Wieden + Kennedy London is behind this interactive TV campaign for the new Honda Jazz. The idea is simple and sharp. Use the iPhone as a second screen that syncs to the broadcast and turns a passive spot into a real-time experience.

What the iPhone app does while the ad plays

The mechanic is “screen hopping.” The iPhone app recognises the sound from the TV ad and matches it to predefined audio fingerprints. That timing tells the app exactly which character or moment is live in the commercial, so it can surface the right interactive content on your phone in real time.

What happens after you “grab” a character

Once a character lands on your iPhone, you interact with it away from the TV. You can trigger behaviours and mini-interactions, including singing into the phone to make characters react and dance. The TV spot becomes the gateway.
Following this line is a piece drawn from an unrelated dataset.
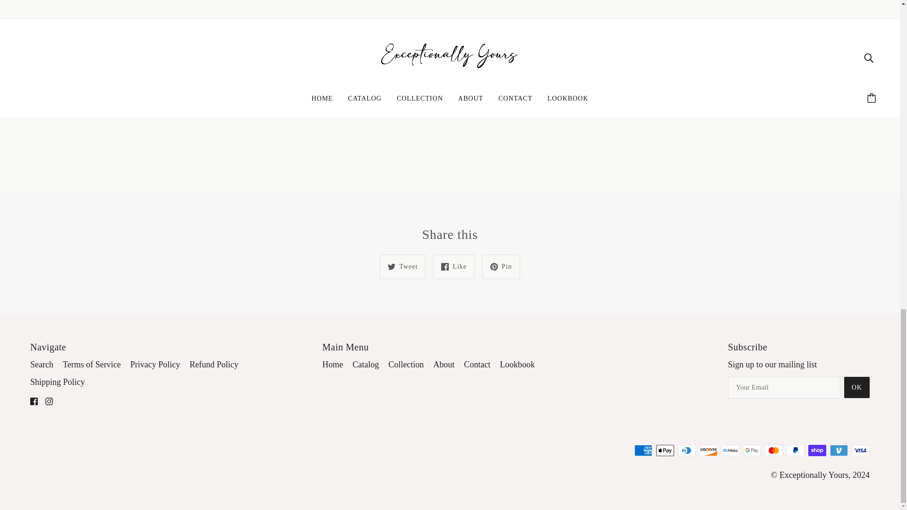 The height and width of the screenshot is (510, 907). What do you see at coordinates (643, 450) in the screenshot?
I see `American Express` at bounding box center [643, 450].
The mobile experience becomes the engagement layer you keep.

Why this matters for interactive advertising

This is a clear step toward campaigns that treat broadcast as the launchpad and mobile as the control surface. When the second screen is tightly synchronised, you can design moments that feel native to the content people are already watching, rather than forcing a separate “go online later” call-to-action.

This is also not the first time an iPhone engagement model starts to bridge media and action. A related example uses a similar iPhone-led interaction pattern for coupons and augmented reality: location based augmented reality coupons.


A few fast answers before you act

What is “screen hopping” in advertising?

Screen hopping is when content “jumps” from one screen to another during a live experience. Here, the TV spot triggers synchronized content on an iPhone so viewers can capture and interact with elements of the ad.

How does the Honda Jazz app sync to the TV commercial?

The app uses audio recognition. It matches the ad’s sound to predefined audio patterns so it knows what is playing at any moment and can show the right character or interaction on the phone.

What is the value of a second-screen experience like this?

It extends a short broadcast moment into a longer engagement loop. The ad becomes a gateway. The phone becomes the interactive layer that continues before, during, and after the spot.

What should a brand get right to make this work?

Timing and simplicity. The sync must feel instant, the interaction must be obvious, and the “reward” for participating must be fun enough to carry beyond the TV moment.